/ 21 April 2016

Ninety days of hell … before the axe falls on Zuma?

Zuma didn’t go to the Constitutional Court
Zuma didn’t go to the Constitutional Court

ANALYSIS

Thanks to some unfortunate but inevitable timing – plus a few spectacularly poor choices – President Jacob Zuma will cast his vote in the August 3 local government elections after a number of humiliations have come to a head.

On Thursday morning, Zuma released the report of the arms deal commission, three months and three weeks after receiving it from the Seriti commission.

The release came out of the blue, announced by the presidency less than an hour before Zuma went on air, which was immediately criticised as a transparent effort to divert attention away from his own troubles.

But, during the three months between May and July – the run-up to the elections – there will be no steering of public discussion and he will face hostile and vocal audiences. There will also be annual events that beg renewed criticism of his conduct and person. Then, possibly just days before the elections, Zuma will have to write out a cheque to the state in payment for Nkandla upgrades, which he has tried but failed to convince the nation is a voluntary action.

Speculation has it that those in the ANC who wish to see Zuma removed as its president will blame a poor election performance – say, the loss of the Port Elizabeth metropolitan area – on him personally. In that event, the calendar will be their ally.

On May 1, Zuma is scheduled to headline the May Day celebrations. On stage, he will be surrounded by allies: the South African Communist Party leader, Blade Nzimande, who insists Zuma’s dignity should be protected by law; trade union federation Cosatu president Sdumo Dlamini, who has continued to support Zuma, despite a nasty spat with his administration over a tax law; and South African National Civic Organisation president Richard Mdakane, who has a long association with Zuma and his family.

But instead of speaking in his stronghold of KwaZulu-Natal, or even in a more neutral province, Zuma will be appearing in front of the cameras in Gauteng, a province where ANC and some alliance leaders are in open revolt against him and where audiences have long proven truculent.

Also in May, the popular Robert McBride will be in the Constitutional Court to argue again that Zuma’s appointed minister of police – with Zuma’s tacit acceptance – flouted the Constitution in his efforts to remove McBride as head of the Independent Police Investigative Directorate.

Also expected before August, and probably in May, is a high court ruling on the ongoing spy tapes saga, in which the Democratic Alliance seeks the reinstatement of corruption charges against Zuma.

Then, at the end of May, the treasury – which Zuma tried to put under the control of the little-known Des van Rooyen, precipitating an economic crisis of confidence – must publicly put a figure on the benefit he unduly derived from the state for upgrades to his Nkandla compound.

All of which will be just in time for the start of Moral Regeneration Month in July, during which citizens will be urged to accept accountability for their actions and to respect the Constitution, and the celebration on July 18 of the birthday of Nelson Mandela, to whom Zuma is so often – and so negatively – compared.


(TASK DESCRIPTION):
Down to the last line, repeat the entries exactly and drop any image.

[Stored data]
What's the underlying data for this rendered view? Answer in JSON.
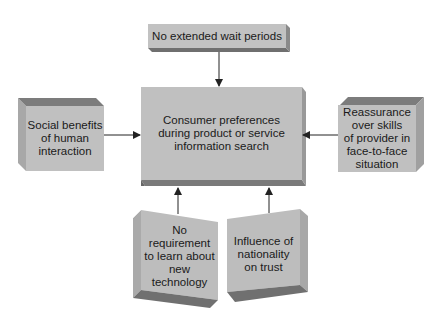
{
  "diagram": {
    "title": "Consumer preferences during product or service information search",
    "center": {
      "lines": [
        "Consumer preferences",
        "during product or service",
        "information search"
      ]
    },
    "nodes": {
      "top": {
        "lines": [
          "No extended wait periods"
        ]
      },
      "left": {
        "lines": [
          "Social benefits",
          "of human",
          "interaction"
        ]
      },
      "right": {
        "lines": [
          "Reassurance",
          "over skills",
          "of provider in",
          "face-to-face",
          "situation"
        ]
      },
      "bottom_left": {
        "lines": [
          "No",
          "requirement",
          "to learn about",
          "new technology"
        ]
      },
      "bottom_right": {
        "lines": [
          "Influence of",
          "nationality",
          "on trust"
        ]
      }
    },
    "edges": [
      {
        "from": "top",
        "to": "center"
      },
      {
        "from": "left",
        "to": "center"
      },
      {
        "from": "right",
        "to": "center"
      },
      {
        "from": "bottom_left",
        "to": "center"
      },
      {
        "from": "bottom_right",
        "to": "center"
      }
    ],
    "colors": {
      "face": "#bdbdbd",
      "top_face": "#8c8c8c",
      "side_face": "#9a9a9a",
      "bottom_face": "#7a7a7a",
      "arrow": "#222222"
    }
  }
}
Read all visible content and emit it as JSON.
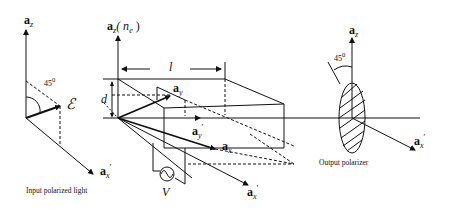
{
  "diagram": {
    "type": "electro-optic modulator schematic",
    "left_panel": {
      "axis_z_label": "a",
      "axis_z_sub": "z",
      "axis_x_label": "a",
      "axis_x_sub": "x",
      "axis_x_prime": "′",
      "angle_label": "45",
      "angle_unit": "0",
      "field_label": "ℰ",
      "caption": "Input polarized light"
    },
    "crystal": {
      "axis_z_label": "a",
      "axis_z_sub": "z",
      "axis_z_index": "( n",
      "axis_z_index_sub": "e",
      "axis_z_index_close": " )",
      "length_label": "l",
      "thickness_label": "d",
      "ay_label": "a",
      "ay_sub": "y",
      "ay_prime_label": "a",
      "ay_prime_sub": "y",
      "prime": "′",
      "ax_label": "a",
      "ax_sub": "x",
      "ax_prime_label": "a",
      "ax_prime_sub": "x",
      "voltage_label": "V"
    },
    "right_panel": {
      "axis_z_label": "a",
      "axis_z_sub": "z",
      "axis_x_label": "a",
      "axis_x_sub": "x",
      "prime": "′",
      "angle_label": "45",
      "angle_unit": "0",
      "caption": "Output polarizer"
    }
  }
}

(TASK OUTPUT):
What's the underlying data for this rendered view? Answer in JSON.
{
  "diagram": {
    "title": "Consumer preferences during product or service information search",
    "center": {
      "lines": [
        "Consumer preferences",
        "during product or service",
        "information search"
      ]
    },
    "nodes": {
      "top": {
        "lines": [
          "No extended wait periods"
        ]
      },
      "left": {
        "lines": [
          "Social benefits",
          "of human",
          "interaction"
        ]
      },
      "right": {
        "lines": [
          "Reassurance",
          "over skills",
          "of provider in",
          "face-to-face",
          "situation"
        ]
      },
      "bottom_left": {
        "lines": [
          "No",
          "requirement",
          "to learn about",
          "new technology"
        ]
      },
      "bottom_right": {
        "lines": [
          "Influence of",
          "nationality",
          "on trust"
        ]
      }
    },
    "edges": [
      {
        "from": "top",
        "to": "center"
      },
      {
        "from": "left",
        "to": "center"
      },
      {
        "from": "right",
        "to": "center"
      },
      {
        "from": "bottom_left",
        "to": "center"
      },
      {
        "from": "bottom_right",
        "to": "center"
      }
    ],
    "colors": {
      "face": "#bdbdbd",
      "top_face": "#8c8c8c",
      "side_face": "#9a9a9a",
      "bottom_face": "#7a7a7a",
      "arrow": "#222222"
    }
  }
}
Read all visible content and emit it as JSON.
{
  "diagram": {
    "type": "electro-optic modulator schematic",
    "left_panel": {
      "axis_z_label": "a",
      "axis_z_sub": "z",
      "axis_x_label": "a",
      "axis_x_sub": "x",
      "axis_x_prime": "′",
      "angle_label": "45",
      "angle_unit": "0",
      "field_label": "ℰ",
      "caption": "Input polarized light"
    },
    "crystal": {
      "axis_z_label": "a",
      "axis_z_sub": "z",
      "axis_z_index": "( n",
      "axis_z_index_sub": "e",
      "axis_z_index_close": " )",
      "length_label": "l",
      "thickness_label": "d",
      "ay_label": "a",
      "ay_sub": "y",
      "ay_prime_label": "a",
      "ay_prime_sub": "y",
      "prime": "′",
      "ax_label": "a",
      "ax_sub": "x",
      "ax_prime_label": "a",
      "ax_prime_sub": "x",
      "voltage_label": "V"
    },
    "right_panel": {
      "axis_z_label": "a",
      "axis_z_sub": "z",
      "axis_x_label": "a",
      "axis_x_sub": "x",
      "prime": "′",
      "angle_label": "45",
      "angle_unit": "0",
      "caption": "Output polarizer"
    }
  }
}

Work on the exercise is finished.